Mon, 12 Mar 2001

The U.S. economy and Europe's hour

By Lei Da

SEOUL: The U.S. economy is noticeably and inevitably reverting to the traditional cycle approach after more than 100 months of amazingly uninterrupted growth.

Since the end of last year, the U.S. growth rate has been declining drastically, casting doubts on the durability of the New Economy paradigm that has drawn so much attention during the last few years, and altering the balance of global growth in 2001.

As it seems to be a worldwide acceptance that when the U.S. sneezes the world economy catches a cold, somebody may suspect that the American slow-down may be signaling the epilogue of the New Economy era for the global economy. The fade-out of the U.S. high growth image is about to raise the curtain for the prologue of Europe's New Economy.

Technological progress is one of the most important factors propelling economic growth. Throughout history, technological innovation had impetus effects on most industrial countries for over a decade.

The very first and direct beneficiary was the core country where new technologies were invented and applied. Then the spillover effect gradually spread the new technologies to peripheral countries.

The extent to which a single nation could take over and benefit from this effect depended largely upon its level of economic development and natural resources. In the late 1990s, when the United States enjoyed its super-long growth period, boosted by information technology innovations, the rest of the world was left behind.

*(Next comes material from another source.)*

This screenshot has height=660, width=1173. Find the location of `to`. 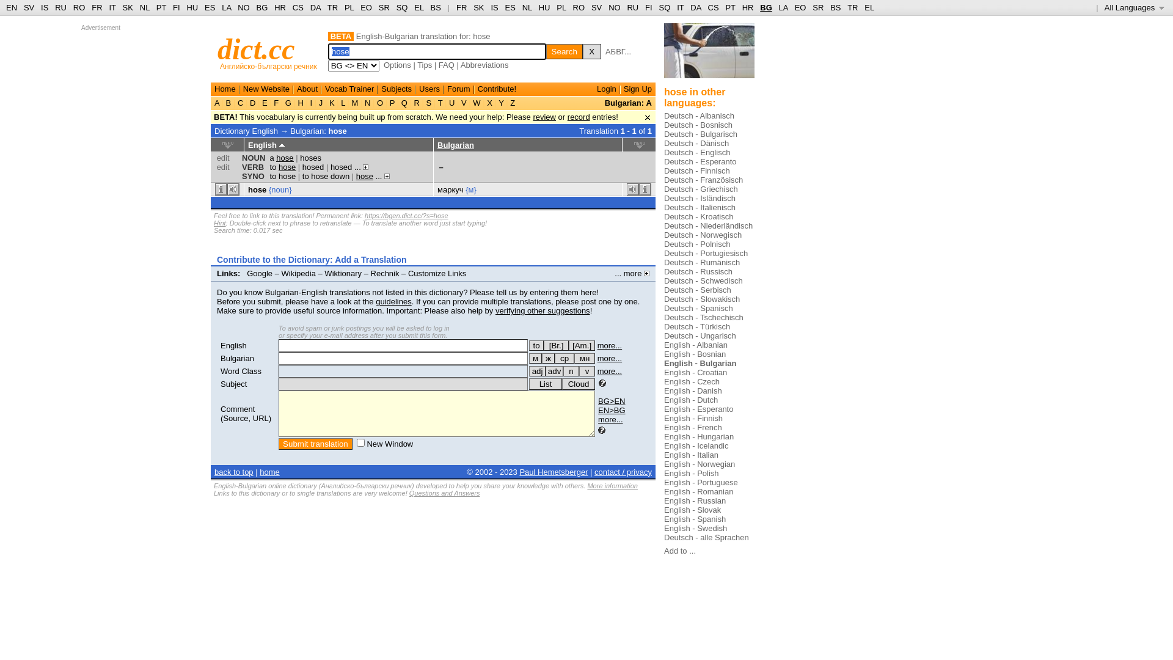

Most Asian countries were striving to recover from financial crises. In Europe, particularly in the euro zone, a conspicuously weak euro, coupled with low interest rates characterized a relatively weak real economy.

Thus it is evident that so far only the United States -- the core country -- has benefited from information technology innovations in terms of economic growth.

Other economies, including Europe's, though reaping initial gains from IT innovations in some individual industries, have not seen the great improvement that ought to have been brought about by technologies for the economy as a whole.

If history repeats itself in the sense that the spillover effect of IT spreads from the United States to other countries and boosts economic development in these countries, then the slowdown of the U.S. New Economy implies the beginning of the New Economy elsewhere.

In the 1970s and 1980s, a triangular polar structure developed after European countries and Japan had caught up with the United States by using technologies transferred from the latter. Since then emerging markets in East Asia, including South Korea, began to catch up as well.

During this period, world economic growth accelerated dramatically. New technologies had found a home in overseas markets after their growth potential had been exhausted in the United States.

In the context of the New Economy, it is very likely that the new productivity gap is expected to be bridged and eliminated in keeping with the process of IT influences spreading to the rest of the world.

It is indeed important to note that the environment today is different to that of the 1970s when industrial strategic transfers were booming. The high tech industry, by definition is highly technology and capital-intensive, and its shift from core to peripheral countries is no longer only for the purpose of seeking cheaper labor markets.

For the new IT industry, capital sufficiency and market scale are more important than cheap labor -- an area in which Europe appears more capable than Asian countries.

Europe is holding a safe lead over Asia in fundamental science research and technology development. Europe has already achieved powerful global positions in industries such as wireless communication and business software, not to mention its world- class scientific and technical infrastructure.

Government initiatives have also been taken in place to create a benign regulatory environment and a favorable tax climate, in order to inspire innovation and entrepreneurial performance.

In pursuing the ultimate goal of the EU -- a single, integrated European market -- two decades of economic and financial reform, particularly in capital markets, investment and financial restructuring activity, have been surprisingly effective.

With the launch of the euro, the outlines of the single financial market are beginning to take shape, and it is becoming one of the most attractive and hotly contested markets in the world. In addition, the declining prospects in Asia and many emerging markets during 1997 and 1998 caused a shift in focus to Europe.

The growing financial markets and venture capital provide a mechanism to discount the future revenues of high technology to its present value, by which the new technologies can finance their development relatively easily.

When Europe's high capacity, liquid single market replaces its fragmented national markets, and national trading and investment restrictions are scrapped, the massive European home market will realize the economies of scale equivalent to the home market advantage of U.S. producers of goods and services.

In contrast with the unprecedented integration progress achieved in Europe, cooperation between Asian countries pales by comparison. Asian countries, still the world's most dynamic markets with huge development potential, are not keeping pace with Europe's market integration, political and economic co- operation.

The writer, a professor of economics at Renmin University in Beijing, is currently staying in Seoul as a research fellow at Kyung Hee University.